All those load screens come with an additional annoyance: they cause the current song to abruptly end and skip to the next one, which has all the appeal of a road trip partner who can't stop fiddling with the radio. The song choices themselves are unremarkable, which is a shame in a series known for varied and eclectic tracklists full of interesting picks from punk rock to rap. As with Tony Hawk's Pro Skater HD, you can't customize the playlist, which you'll desperately wish for when one of the screechier songs cues up.
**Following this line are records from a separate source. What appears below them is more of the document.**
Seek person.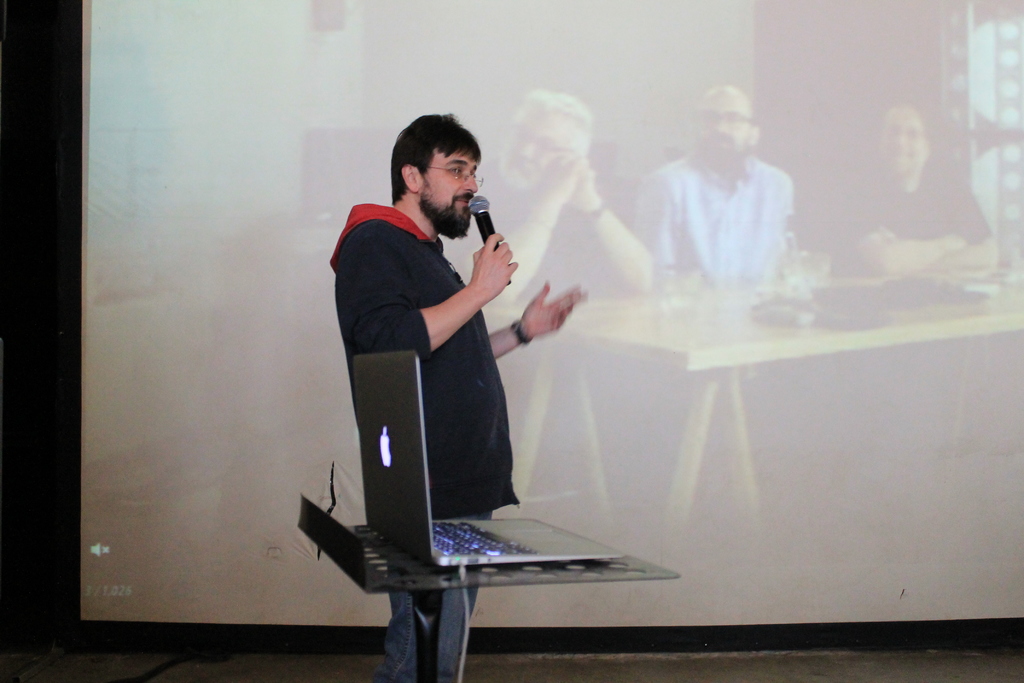
[x1=822, y1=90, x2=998, y2=296].
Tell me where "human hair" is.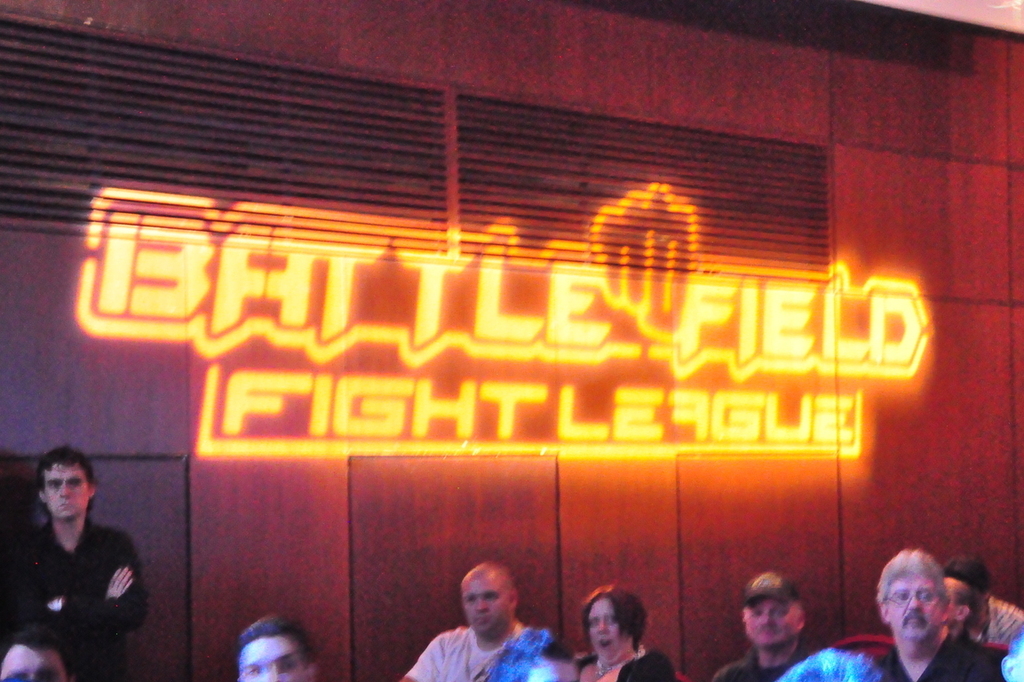
"human hair" is at 583, 583, 650, 652.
The levels themselves, along with the missions they contain, are joyless. All eight of the included levels feel empty and disjointed, as if objects were placed around a blank space haphazardly and slapped with generic themes like 'beach' or 'outer space'. Unlike the earlier games' multifaceted layouts full of trick-chaining possibilities, THPS5's sterile stages seem to be offering one, maybe two intended tricklines at any given time. Create-A-Park is back, giving you the option to plop down halfpipes and rails atop set templates. But no matter what kind of kooky level you or anyone else creates and uploads to the desolate selection found online, nothing can infuse THPS5 with the sense of fast, fluid freedom captured by the series' third and fourth iterations.

Meanwhile, the missions are effectively the same in every level, with the classic two-minute score run being the only mildly enjoyable objective to choose from. Other points-based tasks will often deprive you of crucial moves like manuals and reverts in a futile attempt to make things more interesting. The rest are inane chores, like knocking giant beach balls out of a pool or shooing pigeons off a railing; aceing these activities only leads to more misery when you unlock the 'PRO' missions, which are the antithesis of fun. In previous Hawk games, the sting of difficult mission objectives was lessened by the fact that you could retry it instantaneously. In THPS5, starting over takes at least seven seconds: you're forced to wait through two lovely countdown timers, and the Retry command is placed as the fourth option down on the pause menu. There's no way to successfully complete a mission early even after you've met your objective, and the static map screen offers nothing in the way of guidance.

If there's any redeeming quality to be found in THPS5, it's the skaters themselves. Alongside the Birdman himself and skateboarding mainstays like Andrew Reynolds and Chris Cole, there's a nice selection of young up-and-comers who could very well become your new favorites. The inclusion of Lil Wayne is nonsensical but appreciated, and you'll even find some secret cameos by the cartoony likes of Octodad and Graham from the new King's Quest. Unfortunately, everyone shares the same Special moves, making it so that the character choices feel homogenous.

I didn't even encounter the worst bugs that Tony Hawk's Pro Skater 5 has to offer, with bodies ragdolling for no reason and skaters plummeting through the level geometry. It almost makes me feel left out: instead of glitches that could at least make me laugh, all I got were stuttery camera shakes, constant frame drops, and seemingly glitched railings that would suddenly pop me out of a grind and terminate my combos for no reason.

If Tony Hawk's Pro Skater 5 were a budget game, I'd have a hard time recommending it to anyone. At full retail price, it's a disgrace. Labeling this as the fifth entry in the series has effectively backfired: it's a constant reminder of how much greater the originals were, and how much you'd rather be playing them instead.

This game was reviewed on PlayStation 4.